Júlia Ledur and Kate Rabinowitz at WP:
Before a man killed at least four people Wednesday at a hospital in Tulsa, there had already been 232 mass shootings this year in the United States, according to the Gun Violence Archive. It is the twentieth since last week’s shooting at an elementary school in Uvalde, Tex., left 19 children and two teachers dead.
Quoctrung Bui, Alicia Parlapiano and Margot Sanger-Katz at NYT:
If the key gun control proposals now being considered in Congress had been law since 1999, four gunmen younger than 21 would have been blocked from legally buying the rifles they used in mass shootings.
At least four other assailants would have been subject to a required background check, instead of slipping through a loophole. Ten might have been unable to steal their weapons because of efforts to require or encourage safer gun storage. And 20 might not have been allowed to legally purchase the large-capacity magazines that they used to upgrade their guns, helping them kill, on average, 16 people each.
Taken together, those four measures might have changed the course of at least 35 mass shootings — a third of such episodes in the United States since the massacre at Columbine High School in Colorado, a New York Times analysis has found. Those 35 shootings killed a combined 446 people.
At least three people were killed and 11 injured when multiple people opened fire in the busy South Street area of Philadelphia Saturday night, police said.
— CNN (@CNN) June 5, 2022
Watch CNN's @EvanMcS report on the most recent mass shooting here: https://t.co/QLjZA6JlmY
NEW
— Yashar Ali 🐘 (@yashar) June 5, 2022
Three people died and 14 others were injured on Sunday after a shooting near a bar in downtown Chattanooga, Tennessee.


### REQUIRED WORK
Among the records below, find the lines with the word "this" and copy them.

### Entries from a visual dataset
□ □ □ □
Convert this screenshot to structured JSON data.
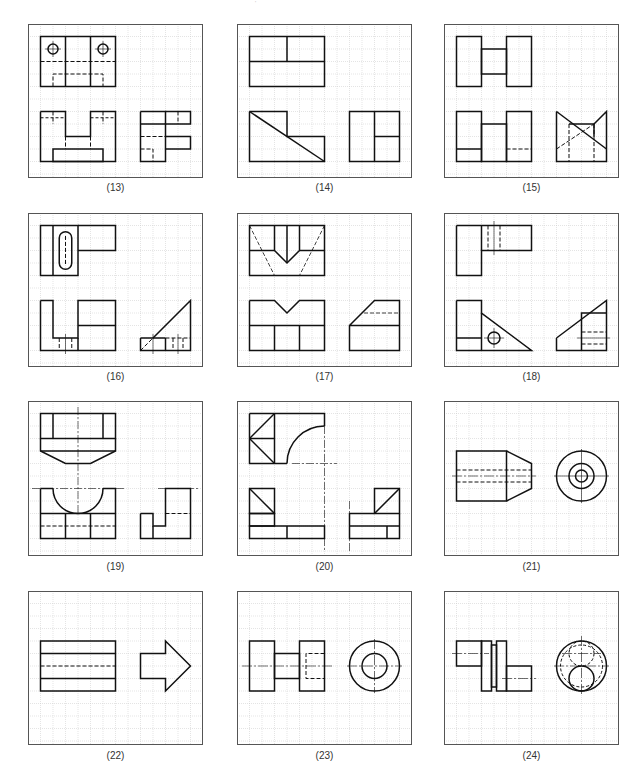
{
  "header": {
    "fragment": "' "
  },
  "grid": {
    "cell": 12.5,
    "line_color": "#c8c8c8",
    "border_color": "#555555",
    "stroke_color": "#111111"
  },
  "panels": [
    {
      "id": 13,
      "label": "(13)",
      "col": 0,
      "row": 0
    },
    {
      "id": 14,
      "label": "(14)",
      "col": 1,
      "row": 0
    },
    {
      "id": 15,
      "label": "(15)",
      "col": 2,
      "row": 0
    },
    {
      "id": 16,
      "label": "(16)",
      "col": 0,
      "row": 1
    },
    {
      "id": 17,
      "label": "(17)",
      "col": 1,
      "row": 1
    },
    {
      "id": 18,
      "label": "(18)",
      "col": 2,
      "row": 1
    },
    {
      "id": 19,
      "label": "(19)",
      "col": 0,
      "row": 2
    },
    {
      "id": 20,
      "label": "(20)",
      "col": 1,
      "row": 2
    },
    {
      "id": 21,
      "label": "(21)",
      "col": 2,
      "row": 2
    },
    {
      "id": 22,
      "label": "(22)",
      "col": 0,
      "row": 3
    },
    {
      "id": 23,
      "label": "(23)",
      "col": 1,
      "row": 3
    },
    {
      "id": 24,
      "label": "(24)",
      "col": 2,
      "row": 3
    }
  ]
}
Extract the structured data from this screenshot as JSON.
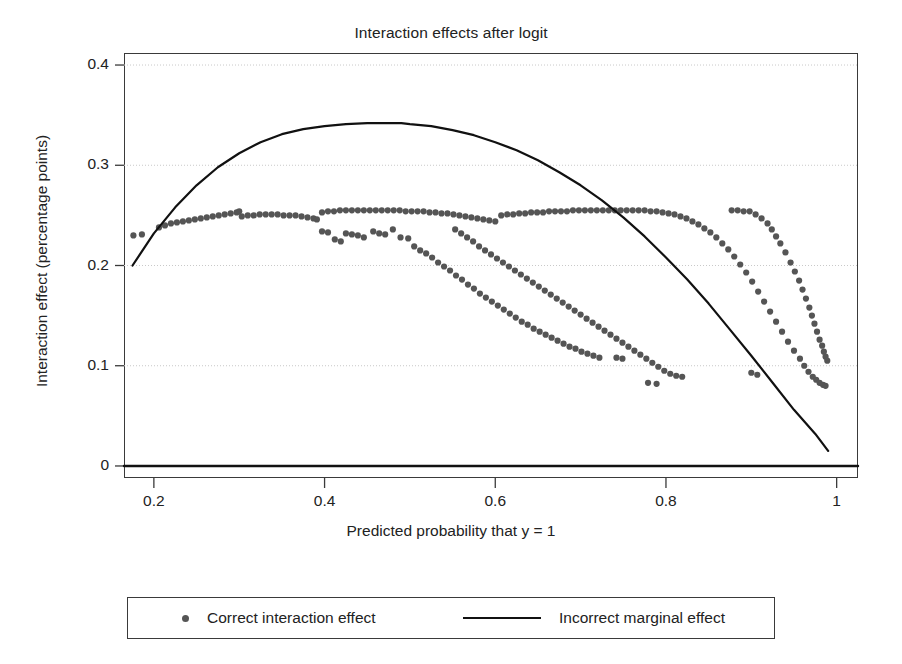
{
  "chart_data": {
    "type": "scatter",
    "title": "Interaction effects after logit",
    "xlabel": "Predicted probability that y = 1",
    "ylabel": "Interaction effect (percentage points)",
    "xlim": [
      0.165,
      1.025
    ],
    "ylim": [
      -0.012,
      0.412
    ],
    "xticks": [
      "0.2",
      "0.4",
      "0.6",
      "0.8",
      "1"
    ],
    "xtick_values": [
      0.2,
      0.4,
      0.6,
      0.8,
      1.0
    ],
    "yticks": [
      "0",
      "0.1",
      "0.2",
      "0.3",
      "0.4"
    ],
    "ytick_values": [
      0,
      0.1,
      0.2,
      0.3,
      0.4
    ],
    "grid": "horizontal-dotted",
    "legend_position": "below-plot",
    "series": [
      {
        "name": "Correct interaction effect",
        "type": "scatter",
        "marker": "dot",
        "color": "#555555",
        "points": [
          [
            0.176,
            0.23
          ],
          [
            0.186,
            0.231
          ],
          [
            0.206,
            0.238
          ],
          [
            0.213,
            0.24
          ],
          [
            0.22,
            0.242
          ],
          [
            0.227,
            0.243
          ],
          [
            0.234,
            0.244
          ],
          [
            0.241,
            0.245
          ],
          [
            0.248,
            0.246
          ],
          [
            0.255,
            0.247
          ],
          [
            0.262,
            0.248
          ],
          [
            0.269,
            0.249
          ],
          [
            0.276,
            0.25
          ],
          [
            0.283,
            0.251
          ],
          [
            0.29,
            0.252
          ],
          [
            0.297,
            0.253
          ],
          [
            0.3,
            0.254
          ],
          [
            0.303,
            0.249
          ],
          [
            0.31,
            0.25
          ],
          [
            0.317,
            0.25
          ],
          [
            0.324,
            0.251
          ],
          [
            0.331,
            0.251
          ],
          [
            0.338,
            0.251
          ],
          [
            0.345,
            0.251
          ],
          [
            0.352,
            0.25
          ],
          [
            0.359,
            0.25
          ],
          [
            0.366,
            0.25
          ],
          [
            0.373,
            0.249
          ],
          [
            0.38,
            0.248
          ],
          [
            0.387,
            0.247
          ],
          [
            0.391,
            0.246
          ],
          [
            0.397,
            0.253
          ],
          [
            0.404,
            0.254
          ],
          [
            0.411,
            0.254
          ],
          [
            0.418,
            0.255
          ],
          [
            0.425,
            0.255
          ],
          [
            0.432,
            0.255
          ],
          [
            0.439,
            0.255
          ],
          [
            0.446,
            0.255
          ],
          [
            0.453,
            0.255
          ],
          [
            0.46,
            0.255
          ],
          [
            0.467,
            0.255
          ],
          [
            0.474,
            0.255
          ],
          [
            0.481,
            0.255
          ],
          [
            0.488,
            0.255
          ],
          [
            0.495,
            0.254
          ],
          [
            0.502,
            0.254
          ],
          [
            0.509,
            0.254
          ],
          [
            0.516,
            0.254
          ],
          [
            0.523,
            0.253
          ],
          [
            0.53,
            0.253
          ],
          [
            0.537,
            0.252
          ],
          [
            0.544,
            0.252
          ],
          [
            0.551,
            0.251
          ],
          [
            0.558,
            0.25
          ],
          [
            0.565,
            0.249
          ],
          [
            0.572,
            0.248
          ],
          [
            0.579,
            0.247
          ],
          [
            0.586,
            0.246
          ],
          [
            0.593,
            0.245
          ],
          [
            0.6,
            0.244
          ],
          [
            0.607,
            0.25
          ],
          [
            0.614,
            0.251
          ],
          [
            0.621,
            0.251
          ],
          [
            0.628,
            0.252
          ],
          [
            0.635,
            0.252
          ],
          [
            0.642,
            0.253
          ],
          [
            0.649,
            0.253
          ],
          [
            0.656,
            0.253
          ],
          [
            0.663,
            0.254
          ],
          [
            0.67,
            0.254
          ],
          [
            0.677,
            0.254
          ],
          [
            0.684,
            0.254
          ],
          [
            0.691,
            0.255
          ],
          [
            0.698,
            0.255
          ],
          [
            0.705,
            0.255
          ],
          [
            0.712,
            0.255
          ],
          [
            0.719,
            0.255
          ],
          [
            0.726,
            0.255
          ],
          [
            0.733,
            0.255
          ],
          [
            0.74,
            0.255
          ],
          [
            0.747,
            0.255
          ],
          [
            0.754,
            0.255
          ],
          [
            0.761,
            0.255
          ],
          [
            0.768,
            0.255
          ],
          [
            0.775,
            0.255
          ],
          [
            0.782,
            0.254
          ],
          [
            0.789,
            0.254
          ],
          [
            0.796,
            0.253
          ],
          [
            0.803,
            0.252
          ],
          [
            0.81,
            0.251
          ],
          [
            0.817,
            0.249
          ],
          [
            0.824,
            0.247
          ],
          [
            0.831,
            0.244
          ],
          [
            0.838,
            0.241
          ],
          [
            0.845,
            0.237
          ],
          [
            0.852,
            0.233
          ],
          [
            0.859,
            0.228
          ],
          [
            0.866,
            0.222
          ],
          [
            0.873,
            0.216
          ],
          [
            0.88,
            0.209
          ],
          [
            0.887,
            0.201
          ],
          [
            0.894,
            0.193
          ],
          [
            0.901,
            0.184
          ],
          [
            0.908,
            0.174
          ],
          [
            0.915,
            0.164
          ],
          [
            0.922,
            0.154
          ],
          [
            0.929,
            0.144
          ],
          [
            0.936,
            0.134
          ],
          [
            0.943,
            0.124
          ],
          [
            0.95,
            0.115
          ],
          [
            0.957,
            0.107
          ],
          [
            0.962,
            0.1
          ],
          [
            0.967,
            0.094
          ],
          [
            0.972,
            0.089
          ],
          [
            0.976,
            0.086
          ],
          [
            0.98,
            0.083
          ],
          [
            0.984,
            0.081
          ],
          [
            0.987,
            0.08
          ],
          [
            0.877,
            0.255
          ],
          [
            0.884,
            0.255
          ],
          [
            0.891,
            0.254
          ],
          [
            0.898,
            0.254
          ],
          [
            0.905,
            0.251
          ],
          [
            0.912,
            0.247
          ],
          [
            0.919,
            0.242
          ],
          [
            0.924,
            0.236
          ],
          [
            0.929,
            0.229
          ],
          [
            0.934,
            0.222
          ],
          [
            0.94,
            0.213
          ],
          [
            0.946,
            0.203
          ],
          [
            0.951,
            0.194
          ],
          [
            0.956,
            0.185
          ],
          [
            0.96,
            0.176
          ],
          [
            0.964,
            0.167
          ],
          [
            0.968,
            0.158
          ],
          [
            0.971,
            0.15
          ],
          [
            0.974,
            0.142
          ],
          [
            0.977,
            0.134
          ],
          [
            0.98,
            0.126
          ],
          [
            0.983,
            0.12
          ],
          [
            0.985,
            0.114
          ],
          [
            0.987,
            0.109
          ],
          [
            0.989,
            0.105
          ],
          [
            0.457,
            0.234
          ],
          [
            0.464,
            0.232
          ],
          [
            0.471,
            0.231
          ],
          [
            0.48,
            0.236
          ],
          [
            0.489,
            0.228
          ],
          [
            0.498,
            0.227
          ],
          [
            0.505,
            0.219
          ],
          [
            0.512,
            0.215
          ],
          [
            0.519,
            0.212
          ],
          [
            0.526,
            0.208
          ],
          [
            0.533,
            0.203
          ],
          [
            0.54,
            0.199
          ],
          [
            0.547,
            0.195
          ],
          [
            0.554,
            0.19
          ],
          [
            0.561,
            0.186
          ],
          [
            0.568,
            0.181
          ],
          [
            0.575,
            0.177
          ],
          [
            0.582,
            0.172
          ],
          [
            0.589,
            0.168
          ],
          [
            0.596,
            0.164
          ],
          [
            0.603,
            0.16
          ],
          [
            0.61,
            0.156
          ],
          [
            0.617,
            0.152
          ],
          [
            0.624,
            0.148
          ],
          [
            0.631,
            0.144
          ],
          [
            0.638,
            0.141
          ],
          [
            0.645,
            0.137
          ],
          [
            0.652,
            0.134
          ],
          [
            0.659,
            0.131
          ],
          [
            0.666,
            0.128
          ],
          [
            0.673,
            0.125
          ],
          [
            0.68,
            0.122
          ],
          [
            0.687,
            0.119
          ],
          [
            0.694,
            0.117
          ],
          [
            0.701,
            0.114
          ],
          [
            0.708,
            0.112
          ],
          [
            0.715,
            0.11
          ],
          [
            0.722,
            0.108
          ],
          [
            0.742,
            0.108
          ],
          [
            0.749,
            0.107
          ],
          [
            0.425,
            0.232
          ],
          [
            0.432,
            0.231
          ],
          [
            0.439,
            0.23
          ],
          [
            0.446,
            0.228
          ],
          [
            0.397,
            0.234
          ],
          [
            0.404,
            0.233
          ],
          [
            0.412,
            0.226
          ],
          [
            0.419,
            0.224
          ],
          [
            0.779,
            0.083
          ],
          [
            0.789,
            0.082
          ],
          [
            0.553,
            0.236
          ],
          [
            0.56,
            0.232
          ],
          [
            0.567,
            0.228
          ],
          [
            0.574,
            0.224
          ],
          [
            0.581,
            0.219
          ],
          [
            0.588,
            0.215
          ],
          [
            0.595,
            0.211
          ],
          [
            0.602,
            0.207
          ],
          [
            0.609,
            0.203
          ],
          [
            0.616,
            0.199
          ],
          [
            0.623,
            0.195
          ],
          [
            0.63,
            0.191
          ],
          [
            0.637,
            0.187
          ],
          [
            0.644,
            0.183
          ],
          [
            0.651,
            0.179
          ],
          [
            0.658,
            0.175
          ],
          [
            0.665,
            0.171
          ],
          [
            0.672,
            0.167
          ],
          [
            0.679,
            0.163
          ],
          [
            0.686,
            0.159
          ],
          [
            0.693,
            0.155
          ],
          [
            0.7,
            0.151
          ],
          [
            0.707,
            0.147
          ],
          [
            0.714,
            0.143
          ],
          [
            0.721,
            0.139
          ],
          [
            0.728,
            0.135
          ],
          [
            0.735,
            0.131
          ],
          [
            0.742,
            0.127
          ],
          [
            0.749,
            0.123
          ],
          [
            0.756,
            0.119
          ],
          [
            0.763,
            0.115
          ],
          [
            0.77,
            0.111
          ],
          [
            0.777,
            0.107
          ],
          [
            0.784,
            0.103
          ],
          [
            0.791,
            0.099
          ],
          [
            0.798,
            0.095
          ],
          [
            0.805,
            0.092
          ],
          [
            0.812,
            0.09
          ],
          [
            0.819,
            0.089
          ],
          [
            0.9,
            0.093
          ],
          [
            0.907,
            0.091
          ]
        ]
      },
      {
        "name": "Incorrect marginal effect",
        "type": "line",
        "color": "#111111",
        "points": [
          [
            0.175,
            0.2
          ],
          [
            0.2,
            0.232
          ],
          [
            0.225,
            0.258
          ],
          [
            0.25,
            0.28
          ],
          [
            0.275,
            0.298
          ],
          [
            0.3,
            0.312
          ],
          [
            0.325,
            0.323
          ],
          [
            0.35,
            0.331
          ],
          [
            0.375,
            0.336
          ],
          [
            0.4,
            0.339
          ],
          [
            0.425,
            0.341
          ],
          [
            0.45,
            0.342
          ],
          [
            0.475,
            0.342
          ],
          [
            0.49,
            0.342
          ],
          [
            0.5,
            0.341
          ],
          [
            0.525,
            0.339
          ],
          [
            0.55,
            0.335
          ],
          [
            0.575,
            0.33
          ],
          [
            0.6,
            0.323
          ],
          [
            0.625,
            0.315
          ],
          [
            0.65,
            0.305
          ],
          [
            0.675,
            0.293
          ],
          [
            0.7,
            0.28
          ],
          [
            0.725,
            0.265
          ],
          [
            0.75,
            0.248
          ],
          [
            0.775,
            0.229
          ],
          [
            0.8,
            0.208
          ],
          [
            0.825,
            0.186
          ],
          [
            0.85,
            0.162
          ],
          [
            0.875,
            0.136
          ],
          [
            0.9,
            0.11
          ],
          [
            0.925,
            0.083
          ],
          [
            0.95,
            0.056
          ],
          [
            0.975,
            0.032
          ],
          [
            0.99,
            0.015
          ]
        ]
      },
      {
        "name": "zero-reference-line",
        "type": "line",
        "color": "#111111",
        "points": [
          [
            0.165,
            0.0
          ],
          [
            1.025,
            0.0
          ]
        ]
      }
    ]
  },
  "legend": {
    "items": [
      {
        "label": "Correct interaction effect",
        "marker": "dot"
      },
      {
        "label": "Incorrect marginal effect",
        "marker": "line"
      }
    ]
  }
}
□ □ □ □
### WRITTEN RESPONSE
Convert this screenshot to structured JSON data.
Extract the structured data from this screenshot as JSON.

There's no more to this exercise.